Tobacco’s Growing List of Dangers
BY NOW most people know that smoking contributes to lung cancer, heart attack and many other ailments, killing hundreds of thousands of people each year.a “It is by far and away our most serious health problem,” says the director of public education for the Canadian Cancer Society. And the U.S. surgeon general calls smoking “the chief preventable cause of death in our society.”
As if all of this is not bad enough, researchers continue to uncover more and more health hazards caused by smoking. Following are some recent items in tobacco’s growing list of dangers.
● Smokers are more likely to catch the flu during an epidemic and they usually have it worse than nonsmokers, according to a study reported in the New England Journal of Medicine. “The risk for all influenza (both mild and severe) increased from 47 percent in nonsmokers to 72 percent in the heavy smokers [more than one pack a day],” says the report. Smokers also lost 20.5 percent more workdays due to the flu. The report says that the difference would have been even greater were it not for the fact that the nonsmokers were often confined to the same smoke-filled rooms as the smokers. Nonsmokers, beware of danger!
● Smoking destroys the vitamin C that a person takes in from food and drink. “One cigarette destroys 25 mg. of vitamin C in the body, which means that 500 mg. are neutralized for every package of cigarettes smoked,” says Richard Lucas in his book Nature’s Medicines. And a report in the American Journal of Digestive Diseases adds that nicotine decreased the ascorbic acid (vitamin C) content of the blood by 24 to 31 percent. Thus smokers are in much greater need of this essential vitamin. “This may explain why those who smoke generally are more prone to infections than those who do not,” says Lucas.
● Smoking poses a “special risk of hearing loss” for “people who work or live in high-noise-level environments,” reports Family Health magazine. Two researchers at the University of Oklahoma Health Sciences Center found that the hearing of smokers who were exposed to loud noise for several minutes “took much longer to return to normal” than that of nonsmokers. But when the smokers desisted from smoking for 12 hours, their hearing recovered almost as quickly. The report in Family Health suggests that “posting ‘No Smoking’ signs and enforcing the rules” would be an effective way to reduce hearing loss in industry.

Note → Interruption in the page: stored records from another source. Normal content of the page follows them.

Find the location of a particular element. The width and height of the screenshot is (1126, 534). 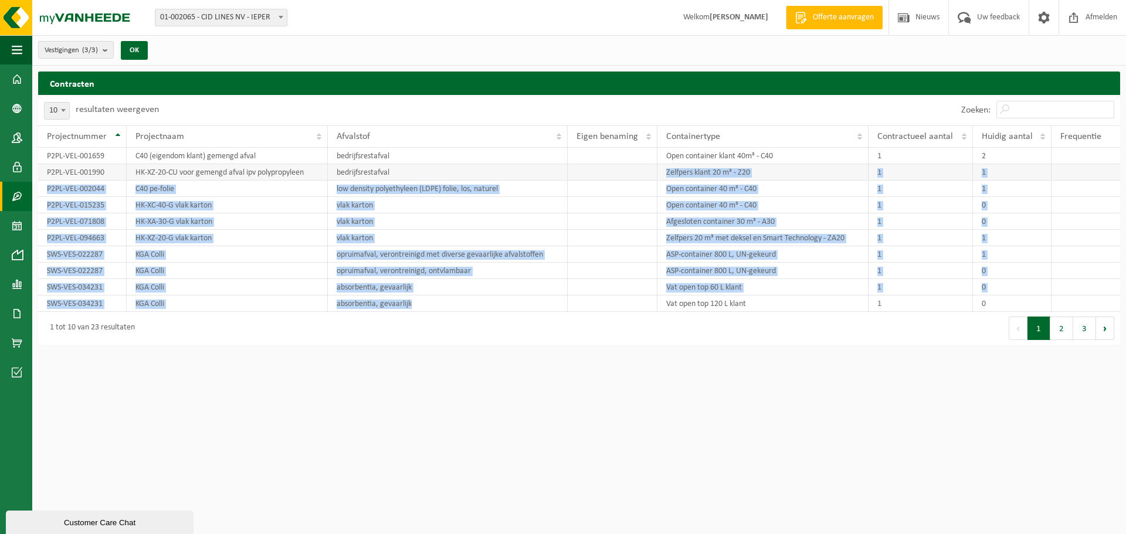

span: Eigen benaming is located at coordinates (607, 137).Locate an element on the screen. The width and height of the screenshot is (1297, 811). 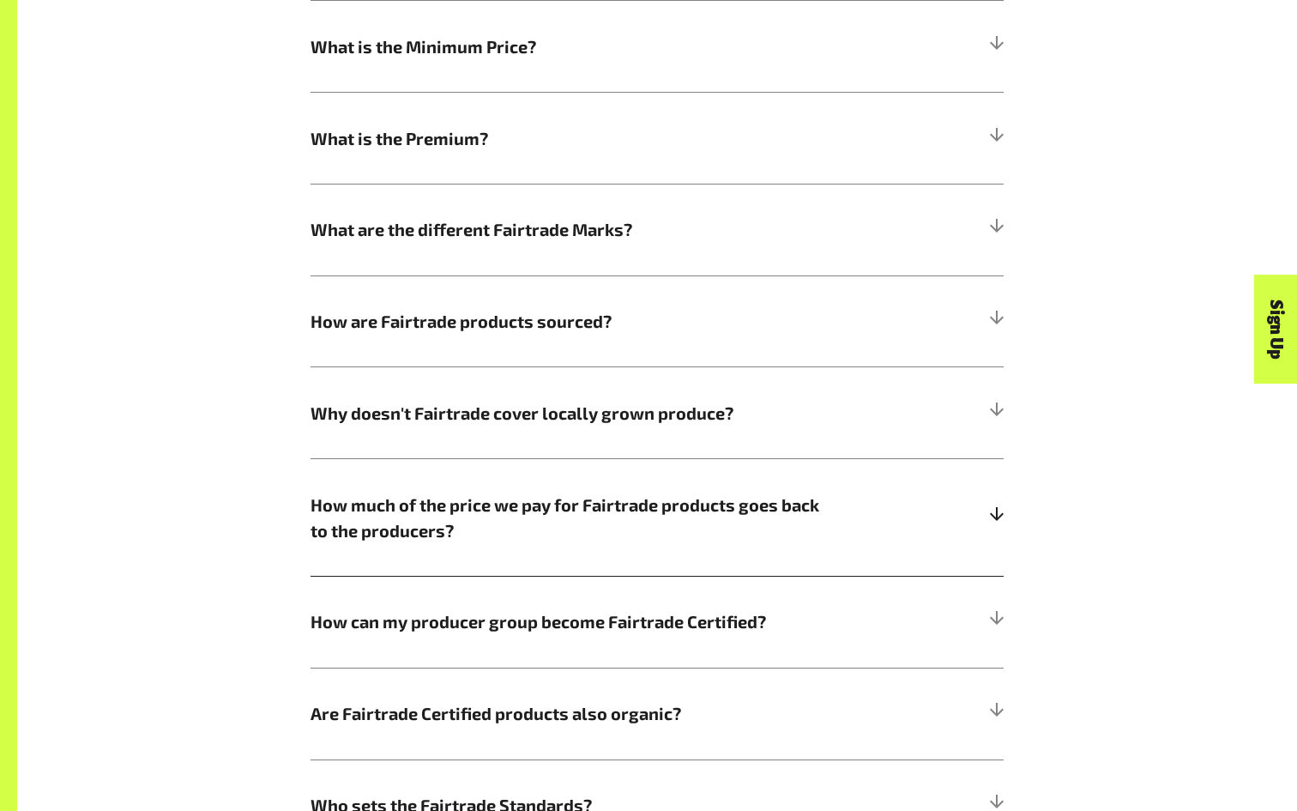
span: What are the different Fairtrade Marks? is located at coordinates (571, 229).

● Smoking during pregnancy damages fetal arteries, according to a Dutch researcher at Rotterdam University Hospital’s Thoraxcenter. “Severe vessel-wall changes were seen in scanning electron micrographs of umbilical arteries from infants born to women who smoked 10 or more cigarettes a day,” says a report in the magazine Medical World News. The researcher noted that “some of the cells were irregularly shaped, abnormally large, and had very rough fissured surfaces . . . In none of the non-smoking mothers’ umbilical arteries did we see such damage.” A Cornell University professor commented: “That fetal vessels are injured, I think, goes along with what we know about the low birthweights and high incidence of congenital malformations and premature separations among babies of women who smoke.”
● Even “fathers’ smoking may harm fetuses,” reports The New York Times. A study made at Cleveland Metropolitan General Hospital/Case Western Reserve University shows that “when a nonsmoking pregnant woman is exposed to the cigarette smoke of other people [such as the father], the fetal blood contains significant amounts of tobacco smoke by-products.”
● What about infants whose parents smoke? “Because the brain’s barrier to drugs and the liver, which detoxifies nicotine, are less well developed in infants than in adults,” passive smoking is particularly harmful to them, reports Science News magazine. Damages could range from aversion to certain foods, due to nausea caused by tobacco smoke, to sudden infant death syndrome.
● ‘Where there is smoke, there is fire’ is really more than a figure of speech. Nearly one third of the deaths and injuries in residential fires occur in blazes started by smoldering cigarettes, far more than any other single cause, according to the New York City Fire Department. Although at least 2,300 people are killed and 5,800 are injured each year in the United States due to cigarette-related fires, this “health problem” has received little public attention, complains the director of the Burn Council in San Francisco.
With such a continuing flow of health hazards steadily coming to light, it is not surprising that many agencies are protesting the woefully inadequate warnings on cigarette packages and ads. A survey shows that less than 3 percent of the people even notice such warnings, let alone give heed to them. But powerful lobbying by the tobacco industry still has the upper hand. And millions of people around the world continue to succumb to the smoke of what has been called the “most important health issue of our time.”
[Footnotes]
a Annually, 430,000 Americans and 30,000 Canadians die from diseases attributable to cigarette smoking. And the British Medical Journal warns that between now and the year 2000 “ten million Europeans may die because of smoking.”